Most identity programs don’t fail on technology. They fail on lifecycle — who gets access on day one, what changes when they move roles, whether access actually ends when they leave, and whether anyone can prove any of it. We’ve done that work for 17 years.
Elry builds and sustains the provisioning and deprovisioning layer for organisations where the identity stack has outgrown the team running it: automated joiner-mover-leaver flows, integration with HR as the source of truth, and lifecycle rules that keep running without a person remembering to do it.
At the University of Queensland, that means the identity lifecycle for 800,000+ accounts — staff, students, affiliates, and alumni — running across Exchange, Active Directory, LDAP, Okta, and Duo. Five years stable. Enrolment-cycle churn at that scale is the hardest lifecycle problem in the country, and it’s the one we sit inside every day.
Custom, because the complexity is the point. Universities that buy off-the-shelf identity tools often end up with three off-the-shelf systems and nothing that works together. A person can be staff and student at the same time. International students arrive with no first name, or no last name. Identities span from a person’s first contact with the institution to their last — and back again, because alumni return. Systems built for corporate joiner-mover-leaver flows don’t represent any of that. We build custom identity lifecycle systems for exactly these environments.
For universities: enrolment-cycle churn, multi-vendor federation, audit load on a lean central IT team — we know the sector from the inside, not from a whitepaper.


**HOW TO COMPLETE THIS TASK**
Among the lines below, the one containing "At what (x,y)" opens the range and the one containing "This screenshot has height=665, width=1000." closes it. Print that range exactly, without the pictures.

**INFORMATION**
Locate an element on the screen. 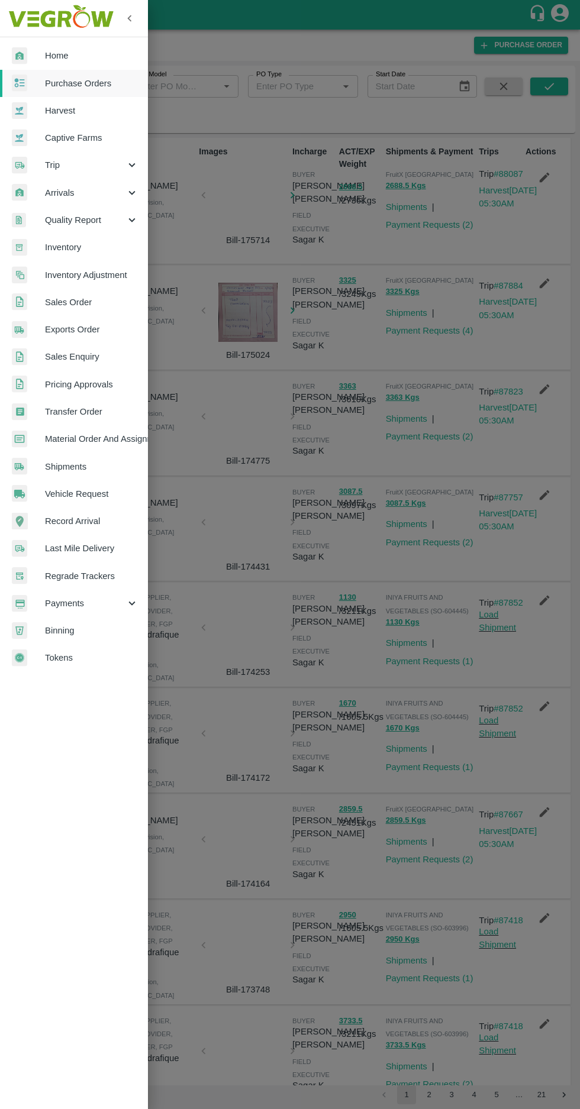  span: Arrivals is located at coordinates (85, 193).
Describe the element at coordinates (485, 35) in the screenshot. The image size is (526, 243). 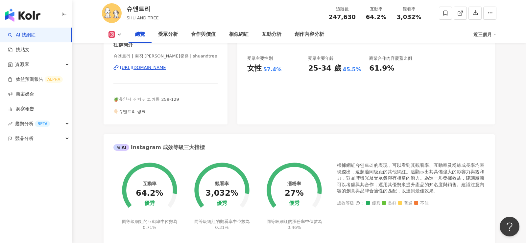
I see `div: 近三個月` at that location.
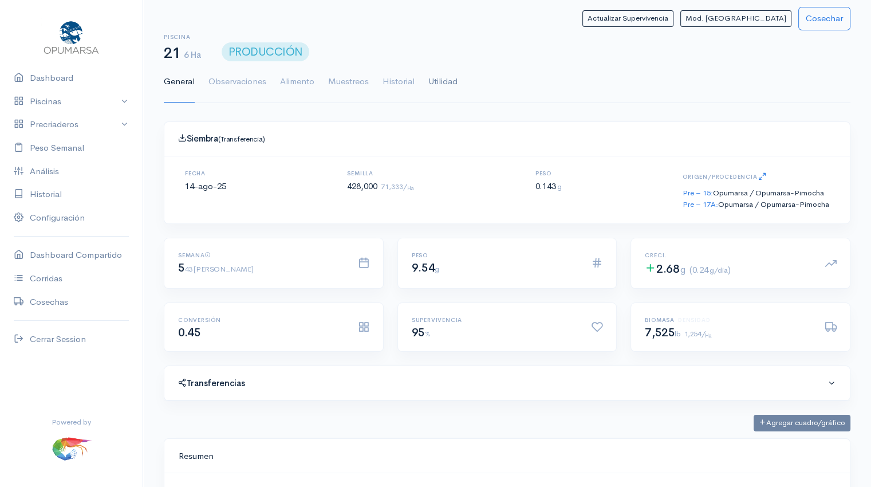  I want to click on h4: Transferencias, so click(503, 383).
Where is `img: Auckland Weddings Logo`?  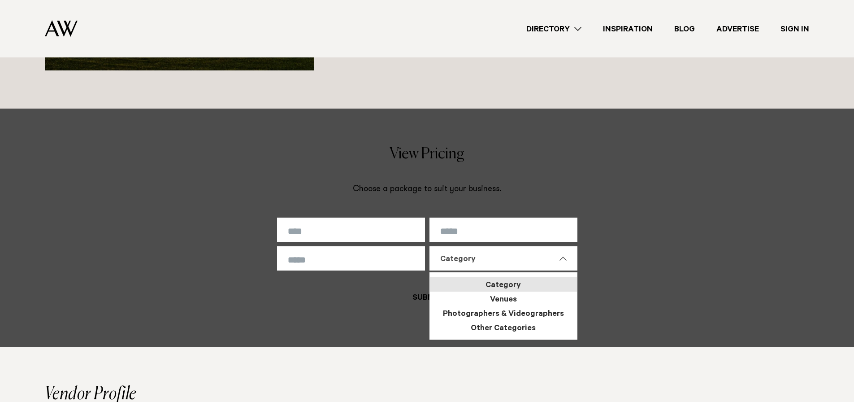
img: Auckland Weddings Logo is located at coordinates (61, 28).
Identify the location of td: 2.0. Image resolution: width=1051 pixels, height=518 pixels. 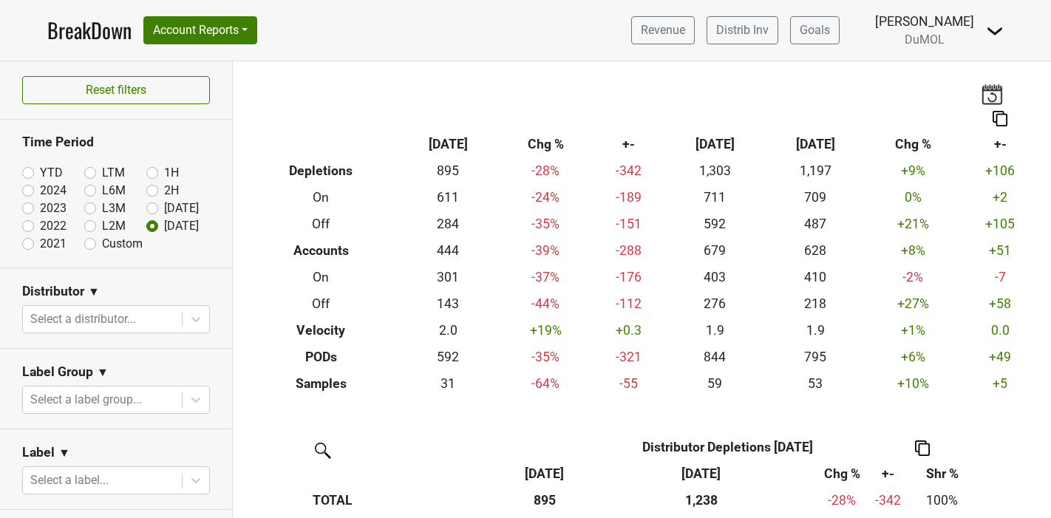
(448, 330).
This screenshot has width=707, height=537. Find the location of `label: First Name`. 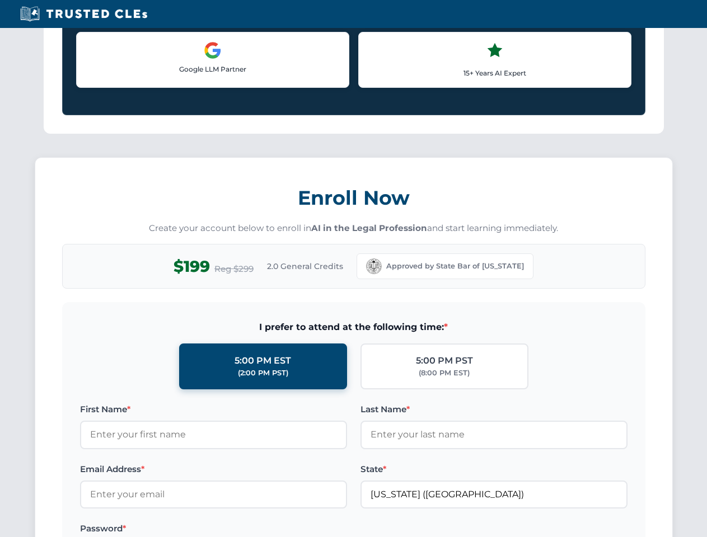

label: First Name is located at coordinates (213, 410).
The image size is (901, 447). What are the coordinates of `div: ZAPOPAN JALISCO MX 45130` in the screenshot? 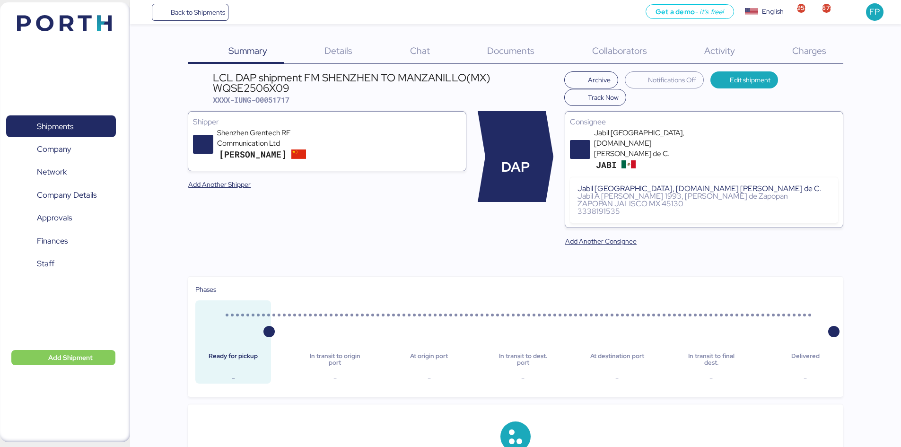 It's located at (704, 204).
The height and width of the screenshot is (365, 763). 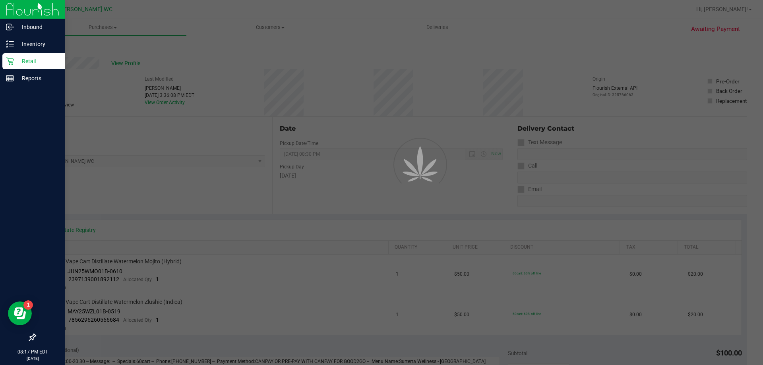 What do you see at coordinates (5, 4) in the screenshot?
I see `span: 1` at bounding box center [5, 4].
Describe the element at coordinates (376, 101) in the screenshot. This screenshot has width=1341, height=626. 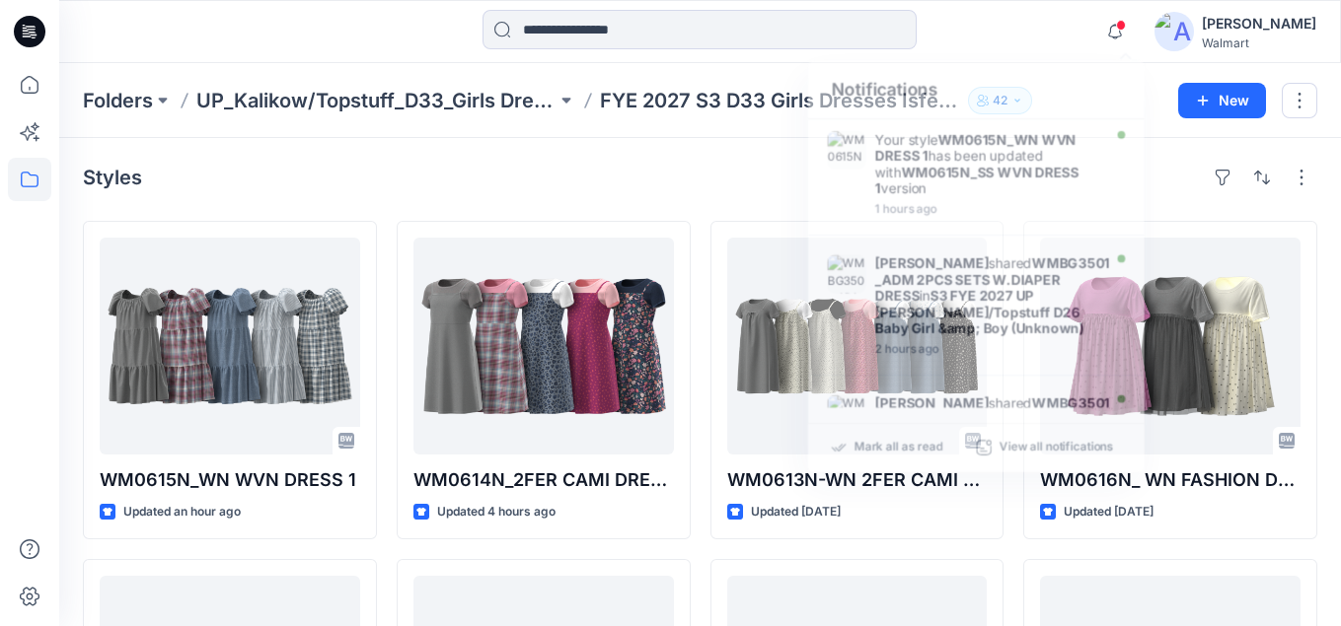
I see `a: UP_Kalikow/Topstuff_D33_Girls Dresses` at that location.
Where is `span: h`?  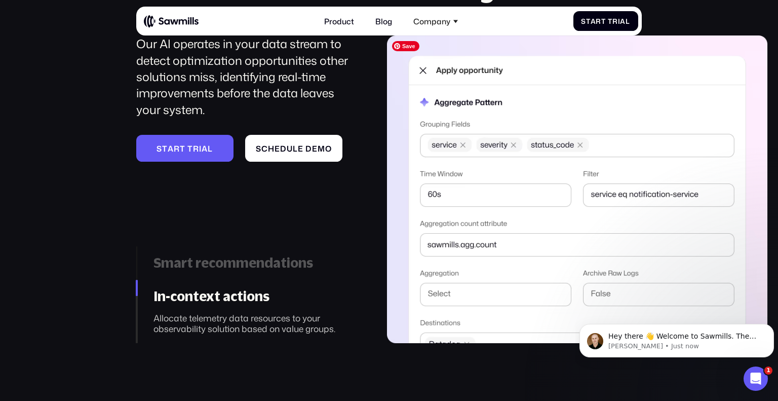 span: h is located at coordinates (271, 148).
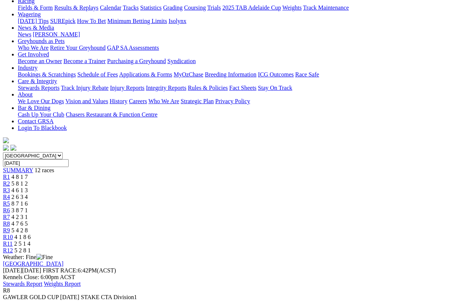 This screenshot has width=475, height=301. Describe the element at coordinates (6, 230) in the screenshot. I see `span: R9` at that location.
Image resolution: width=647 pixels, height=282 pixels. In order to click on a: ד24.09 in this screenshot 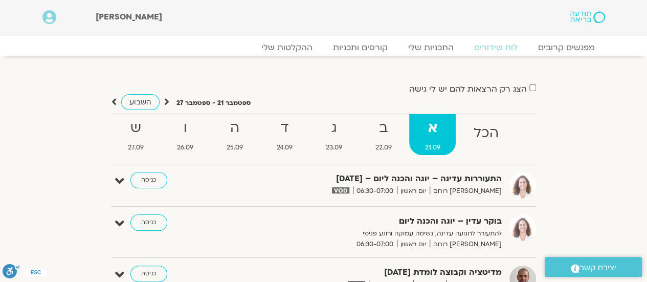, I will do `click(284, 134)`.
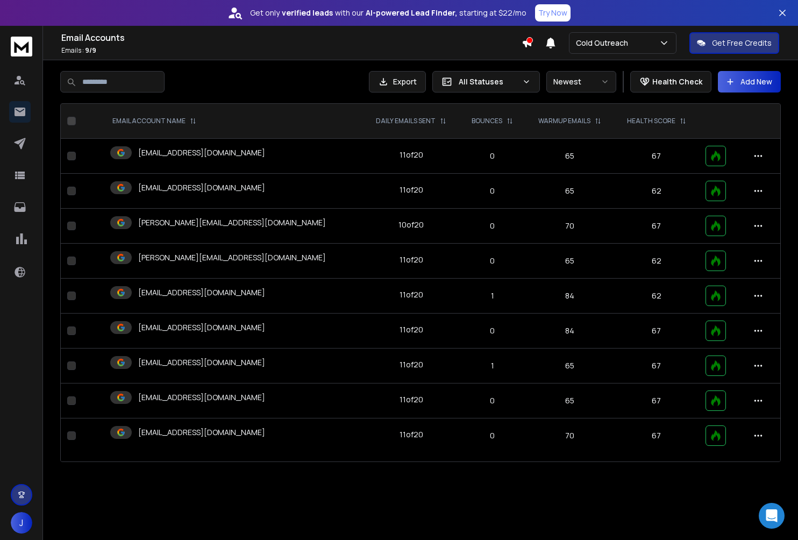 The image size is (798, 540). Describe the element at coordinates (677, 82) in the screenshot. I see `p: Health Check` at that location.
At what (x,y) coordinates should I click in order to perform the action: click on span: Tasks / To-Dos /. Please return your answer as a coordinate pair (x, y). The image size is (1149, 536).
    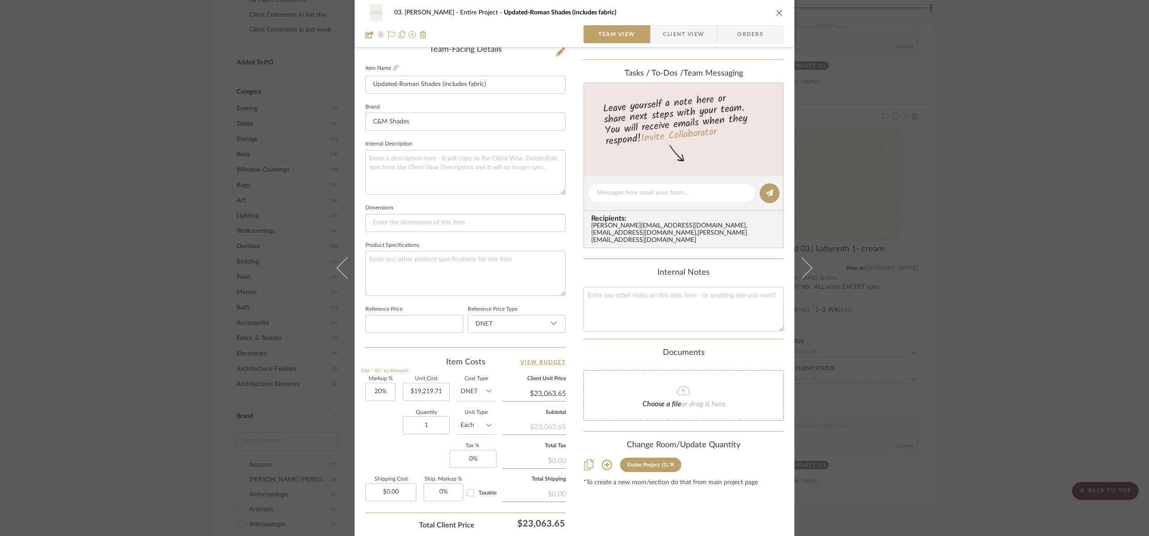
    Looking at the image, I should click on (654, 73).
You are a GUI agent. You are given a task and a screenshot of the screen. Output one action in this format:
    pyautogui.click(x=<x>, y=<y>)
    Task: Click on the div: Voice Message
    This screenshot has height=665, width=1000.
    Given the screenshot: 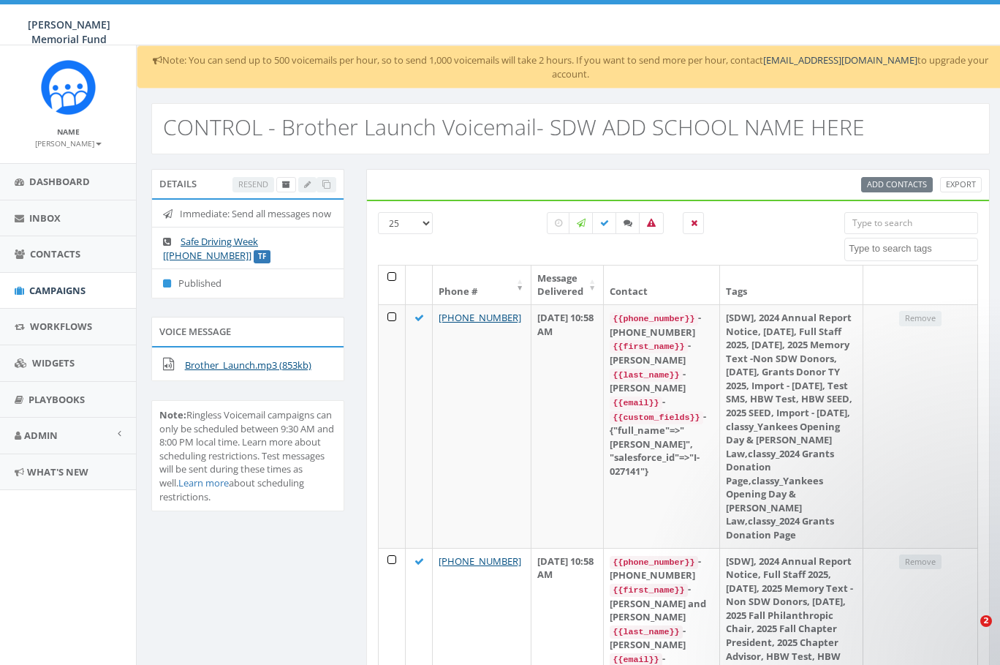 What is the action you would take?
    pyautogui.click(x=248, y=331)
    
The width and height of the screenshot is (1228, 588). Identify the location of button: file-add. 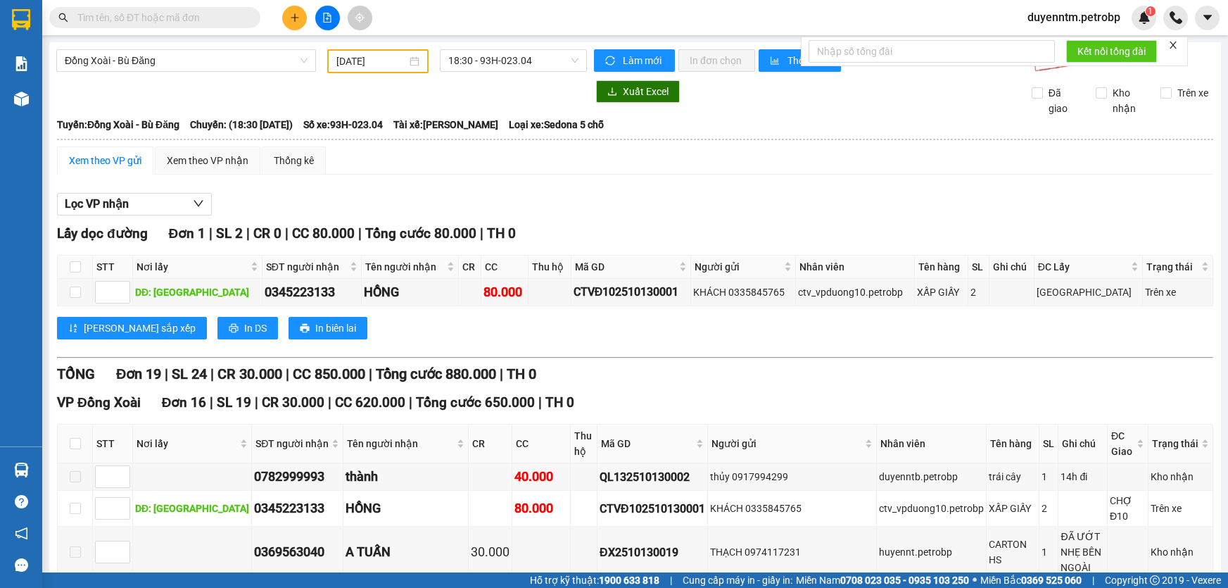
(327, 18).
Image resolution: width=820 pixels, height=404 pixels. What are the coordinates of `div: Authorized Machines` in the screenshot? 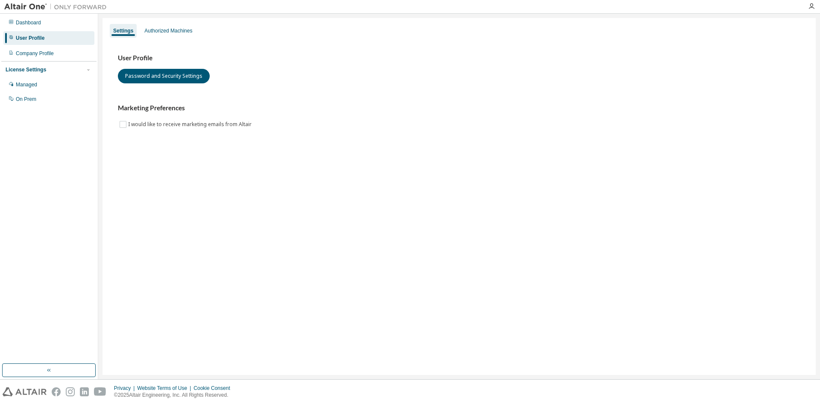 It's located at (168, 31).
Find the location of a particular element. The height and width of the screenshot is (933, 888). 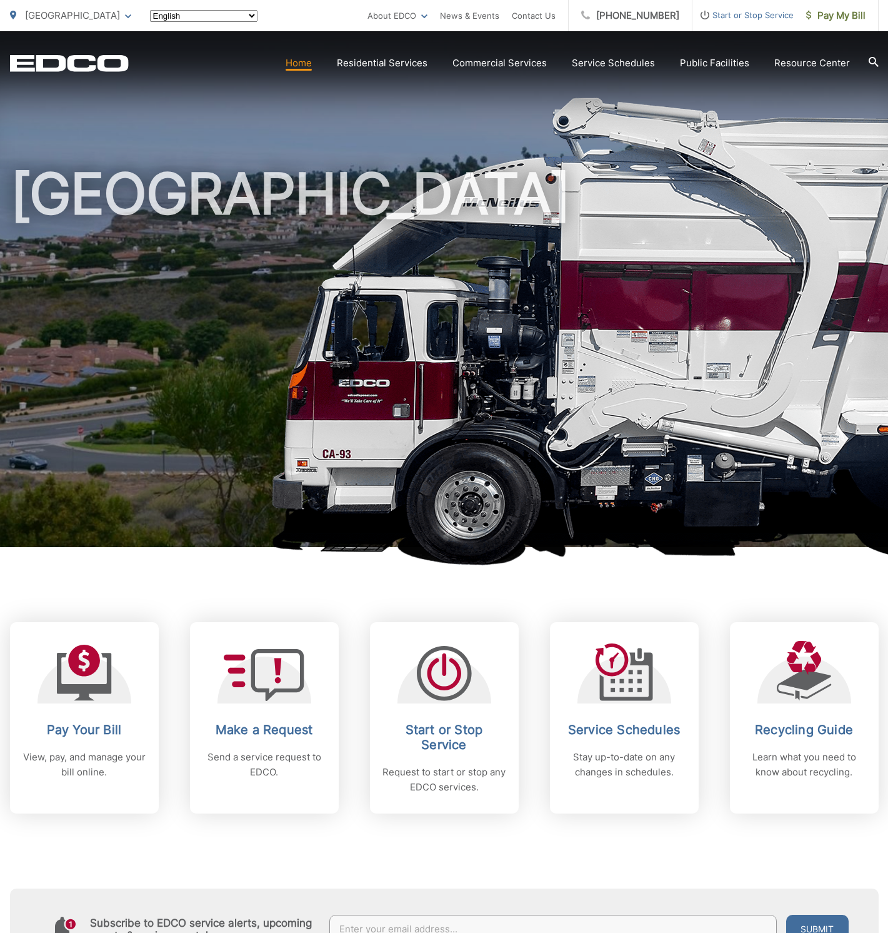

**RESULT FOR THIS EXERCISE**
At what (x,y) coordinates should I click in order to perform the action: click on span: Tasks / To-Dos /. Please return your answer as a coordinate pair (x, y). The image size is (1149, 536).
    Looking at the image, I should click on (654, 73).
You are a GUI agent. You are given a task and a screenshot of the screen. Output one action in this format:
    pyautogui.click(x=<x>, y=<y>)
    Task: Click on the div: Voice Message
    This screenshot has height=665, width=1000.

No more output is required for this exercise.